Monday, August 21, 2006

Earthly Powers and Political Religions

Frankly, I'm beginning to regret having styled myself as a "neo-Manachaean" in my recent series of posts culminating in Confessions of a Neo-Manichaean, Part V.

The reason, in part, is that I have begun reading Earthly Powers: The Clash of Religion and Politics in Europe, from the French Revolution to the Great War by Michael Burleigh. The British historian traces the development of "political religion" — aka "secular" or "civil" religion, meaning "the political use of religious belief" (p. 93) — in Europe from the Enlightenment through World War I.

Beginning with the French Revolution — if not with the Puritans of England a century or so before — Christianity morphed into often lethal forms in service to earthly political ends. In France, the original 1789 revolution, relatively soft and moderate in comparison to what soon ensued, quickly radicalized into an instrument of death-by-guillotine at the hands of the Jacobins, famous for their Reign of Terror.

Burleigh anatomizes the Jacobins' "underlying pathologies" in a section titled "Goodness and Virtue," in his "Puritans Thinking They Are Spartans" chapter (pp. 88-95). The Jacobins were anything but rabble, writes Burleigh. They were well-to-do professionals, many of them lawyers. As many as six percent were priests. They met openly in thousands of local clubs during their infamous reign over France, which ended in 1794. The watchwords at their gatherings were supposedly reason and civility; yet, as Burleigh details, "a tearful sentimentalism" like as not would prevail "whenever the People were invoked."


Their besottedness with "the People" as a disembodied, bloodless concept in turn reflected the Jacobins' "fateful infatuation with an abstract ought-world to which mere human beings in all their complexity necessarily failed to conform." Thus was justified the reign's "moral imperialism" and "terroristic violence," wherein "any form of dissent or opposition, real or imagined, bore the taint of moral leprosy, something to be amputated or excised from an otherwise healthy body."

The object of the revolution, in Jacobin eyes, was a "new political religion" which would foster "a regenerated people" — wherein a "new man" would supplant the old, corrupted sort. Regeneration was (and remains) a motif associated with traditional Christianity, and one of Burleigh's main points is that political religion is often a sort of Christianity-sans-God.

In revolutionary France, Burleigh indicates, many of the intellectuals were heirs of philosophes such as Voltaire, Rousseau, and Montaigne whose religious positions were typically Deist, if not outright atheist. Others continued to put faith in God, though not always in Church. But what kind of God?


The God of the French Revolution was, per Burleigh, a deity whose Providence could allow one Geffroy, a "local locksmith and father of three" who survived in hospital after taking a random bullet in a melee after a failed assassination attempt on Robespierre and other Jacobin notables, to be cast instead as "a Christ-like figure at what was tantamount to a revolutionary Day of Judgement in which the righteous virtuous would be separated from the incorrigibly corrupt ... ."

This "Manichaean view of the world," writes Burleigh, was one of "Openness versus Hypocrisy, Virtue versus Vice, Good versus Evil, Light versus Darkness" — and it was "heavily indebted to monotheistic religion."


I would prefer to call it, in a phrase I borrow from literary critics, a "demonic parody" of Christianity. As I have discussed in earlier posts (see, for instance, Rededication: To Solidarity, Above All), Albert Nolan, a provincial for the South African Province of the Dominicans, wrote in his book Jesus before Christianity about how Christ conspicuously sat down to dinner with lepers and other outcasts. Per the interpretation of Jewish law that prevailed in his time, their sickness was taken as a sign that God found them (to borrow a phrase) "incorrigibly corrupt." They were to be shunned lest, in Yahweh's eyes, they infect all Israel.

But Jesus taught and showed by living example that there is no such thing as a moral leper.


The political religions Burleigh talks about hence would seem to be ugly burlesques of true Christianity. Where Christianity celebrates life, they wield death.

So, if a "Manichaean" outlook is in fact the wellspring of such demonic parodies and ugly burlesques, as modern usage à la Burleigh indicates, I hereby recant. I am no neo-Manichaean after all. In truth, by calling myself that I meant to associate myself with a diametrically opposite view, one in which pure good and pure evil are so mixed in every creature that "mere human beings in all their complexity" lack the capacity for self-regeneration via worldly institutions. That's why it has taken the death on a cross of a God-man who is himself without sin to accomplish our regeneration.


DIRECTIONS FOR THIS TASK: Copy each line from the listing below where the word "primary" shows up.

BEGIN RECORDS FOR THE TASK

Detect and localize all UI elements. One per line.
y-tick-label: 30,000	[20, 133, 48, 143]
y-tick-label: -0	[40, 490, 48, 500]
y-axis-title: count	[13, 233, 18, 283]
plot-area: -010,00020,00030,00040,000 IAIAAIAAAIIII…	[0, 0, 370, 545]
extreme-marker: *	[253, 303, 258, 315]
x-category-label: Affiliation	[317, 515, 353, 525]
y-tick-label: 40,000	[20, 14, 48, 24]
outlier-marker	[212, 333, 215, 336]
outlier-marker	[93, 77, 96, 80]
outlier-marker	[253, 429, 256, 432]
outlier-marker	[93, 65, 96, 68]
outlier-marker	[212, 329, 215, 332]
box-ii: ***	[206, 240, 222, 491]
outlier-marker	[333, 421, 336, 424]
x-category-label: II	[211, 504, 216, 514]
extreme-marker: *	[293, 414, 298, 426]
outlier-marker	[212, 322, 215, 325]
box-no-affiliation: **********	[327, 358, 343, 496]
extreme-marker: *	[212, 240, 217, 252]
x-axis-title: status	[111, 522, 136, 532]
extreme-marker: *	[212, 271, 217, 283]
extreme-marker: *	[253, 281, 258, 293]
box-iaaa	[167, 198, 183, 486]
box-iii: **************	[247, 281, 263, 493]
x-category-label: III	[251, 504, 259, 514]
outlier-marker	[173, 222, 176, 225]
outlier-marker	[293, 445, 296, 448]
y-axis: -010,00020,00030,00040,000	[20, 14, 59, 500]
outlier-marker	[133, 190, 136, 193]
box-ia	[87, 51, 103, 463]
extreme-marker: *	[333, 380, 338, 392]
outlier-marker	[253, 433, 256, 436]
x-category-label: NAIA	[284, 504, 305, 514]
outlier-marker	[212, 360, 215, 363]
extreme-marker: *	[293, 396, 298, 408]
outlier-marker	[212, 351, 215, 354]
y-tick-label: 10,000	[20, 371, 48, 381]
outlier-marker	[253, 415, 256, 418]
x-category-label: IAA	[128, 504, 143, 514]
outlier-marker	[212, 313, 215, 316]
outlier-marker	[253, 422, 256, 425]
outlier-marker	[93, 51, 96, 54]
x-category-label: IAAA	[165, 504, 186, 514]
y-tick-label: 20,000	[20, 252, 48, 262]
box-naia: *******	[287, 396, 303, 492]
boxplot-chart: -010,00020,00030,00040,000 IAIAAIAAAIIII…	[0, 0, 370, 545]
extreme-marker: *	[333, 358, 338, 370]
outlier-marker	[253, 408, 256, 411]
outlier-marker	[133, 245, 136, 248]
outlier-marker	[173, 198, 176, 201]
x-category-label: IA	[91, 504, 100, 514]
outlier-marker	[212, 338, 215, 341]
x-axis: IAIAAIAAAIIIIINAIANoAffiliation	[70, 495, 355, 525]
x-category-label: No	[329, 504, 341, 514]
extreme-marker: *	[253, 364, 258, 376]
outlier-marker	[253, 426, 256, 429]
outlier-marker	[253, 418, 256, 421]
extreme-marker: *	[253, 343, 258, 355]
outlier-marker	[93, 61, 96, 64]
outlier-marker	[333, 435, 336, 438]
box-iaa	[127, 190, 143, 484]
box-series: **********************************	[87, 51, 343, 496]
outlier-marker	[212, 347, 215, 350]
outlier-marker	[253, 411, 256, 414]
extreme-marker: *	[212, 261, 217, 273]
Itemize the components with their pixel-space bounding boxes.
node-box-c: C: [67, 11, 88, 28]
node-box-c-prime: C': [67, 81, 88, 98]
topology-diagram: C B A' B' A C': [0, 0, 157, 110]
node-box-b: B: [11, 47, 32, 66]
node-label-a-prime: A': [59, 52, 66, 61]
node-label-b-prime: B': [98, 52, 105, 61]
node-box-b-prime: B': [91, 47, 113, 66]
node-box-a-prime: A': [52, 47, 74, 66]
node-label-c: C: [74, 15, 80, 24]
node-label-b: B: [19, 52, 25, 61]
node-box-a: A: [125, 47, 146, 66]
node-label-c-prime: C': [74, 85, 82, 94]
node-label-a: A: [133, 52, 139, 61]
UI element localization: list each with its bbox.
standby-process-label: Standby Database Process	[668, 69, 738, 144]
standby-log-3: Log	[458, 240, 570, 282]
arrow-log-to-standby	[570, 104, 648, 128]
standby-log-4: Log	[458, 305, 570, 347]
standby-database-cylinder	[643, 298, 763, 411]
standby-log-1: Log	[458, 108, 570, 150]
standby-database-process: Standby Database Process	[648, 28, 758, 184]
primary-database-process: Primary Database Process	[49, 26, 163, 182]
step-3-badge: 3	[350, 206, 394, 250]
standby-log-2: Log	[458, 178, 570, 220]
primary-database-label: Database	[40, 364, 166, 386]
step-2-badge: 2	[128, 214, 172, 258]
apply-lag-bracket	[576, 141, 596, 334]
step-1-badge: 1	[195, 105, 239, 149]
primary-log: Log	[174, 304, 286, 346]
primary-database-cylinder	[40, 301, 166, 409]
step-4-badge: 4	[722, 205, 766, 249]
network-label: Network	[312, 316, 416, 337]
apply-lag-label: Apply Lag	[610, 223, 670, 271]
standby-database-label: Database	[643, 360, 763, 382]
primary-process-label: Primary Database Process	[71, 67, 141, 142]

END RECORDS FOR THE TASK
BEGIN RECORDS FOR THE TASK

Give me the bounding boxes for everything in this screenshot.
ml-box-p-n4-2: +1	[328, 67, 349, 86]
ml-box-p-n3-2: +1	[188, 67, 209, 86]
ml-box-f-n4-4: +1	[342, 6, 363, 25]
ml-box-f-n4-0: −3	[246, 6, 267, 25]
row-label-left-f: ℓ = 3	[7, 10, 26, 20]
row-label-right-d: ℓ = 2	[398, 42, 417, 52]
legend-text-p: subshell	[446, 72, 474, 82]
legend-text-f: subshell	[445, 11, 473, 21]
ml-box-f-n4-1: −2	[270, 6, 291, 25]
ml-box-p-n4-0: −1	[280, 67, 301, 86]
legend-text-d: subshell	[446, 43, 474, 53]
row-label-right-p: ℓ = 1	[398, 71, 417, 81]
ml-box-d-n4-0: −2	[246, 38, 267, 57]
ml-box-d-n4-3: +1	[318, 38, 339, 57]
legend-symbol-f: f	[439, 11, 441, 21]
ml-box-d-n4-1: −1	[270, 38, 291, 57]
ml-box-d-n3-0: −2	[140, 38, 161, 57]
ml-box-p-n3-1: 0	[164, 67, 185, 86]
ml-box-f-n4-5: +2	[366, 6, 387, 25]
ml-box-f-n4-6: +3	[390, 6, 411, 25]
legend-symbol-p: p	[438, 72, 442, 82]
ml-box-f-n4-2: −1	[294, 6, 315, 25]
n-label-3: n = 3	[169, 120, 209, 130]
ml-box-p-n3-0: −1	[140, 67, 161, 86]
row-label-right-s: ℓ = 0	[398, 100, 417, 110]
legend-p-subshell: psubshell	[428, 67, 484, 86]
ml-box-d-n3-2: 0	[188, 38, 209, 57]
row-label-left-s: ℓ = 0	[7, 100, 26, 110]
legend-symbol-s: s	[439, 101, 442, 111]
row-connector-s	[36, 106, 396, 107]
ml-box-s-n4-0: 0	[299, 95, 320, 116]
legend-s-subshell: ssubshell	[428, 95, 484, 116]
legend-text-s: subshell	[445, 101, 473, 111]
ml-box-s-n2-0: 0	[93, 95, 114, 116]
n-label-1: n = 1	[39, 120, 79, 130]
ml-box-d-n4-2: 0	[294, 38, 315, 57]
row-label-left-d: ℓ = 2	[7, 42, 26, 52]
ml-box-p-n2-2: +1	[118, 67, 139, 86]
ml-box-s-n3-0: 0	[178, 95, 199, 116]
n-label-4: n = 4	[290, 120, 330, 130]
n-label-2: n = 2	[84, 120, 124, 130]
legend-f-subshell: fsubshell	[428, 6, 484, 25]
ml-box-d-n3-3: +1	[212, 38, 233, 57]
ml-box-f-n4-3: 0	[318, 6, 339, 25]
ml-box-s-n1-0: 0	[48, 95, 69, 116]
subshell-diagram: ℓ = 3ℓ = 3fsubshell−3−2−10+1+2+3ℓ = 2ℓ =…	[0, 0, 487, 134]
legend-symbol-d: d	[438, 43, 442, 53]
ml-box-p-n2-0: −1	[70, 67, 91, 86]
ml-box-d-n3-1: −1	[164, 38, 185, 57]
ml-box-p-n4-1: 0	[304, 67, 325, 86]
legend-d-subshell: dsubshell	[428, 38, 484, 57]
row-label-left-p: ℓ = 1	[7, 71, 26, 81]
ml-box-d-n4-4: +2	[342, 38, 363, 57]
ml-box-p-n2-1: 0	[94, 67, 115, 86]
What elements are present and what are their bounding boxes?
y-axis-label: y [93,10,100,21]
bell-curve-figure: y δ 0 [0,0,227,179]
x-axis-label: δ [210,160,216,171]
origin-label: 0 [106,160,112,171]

END RECORDS FOR THE TASK

ANSWER TO THE PROBLEM:
primary-database-process: Primary Database Process	[49, 26, 163, 182]
primary-database-label: Database	[40, 364, 166, 386]
primary-log: Log	[174, 304, 286, 346]
primary-database-cylinder	[40, 301, 166, 409]
primary-process-label: Primary Database Process	[71, 67, 141, 142]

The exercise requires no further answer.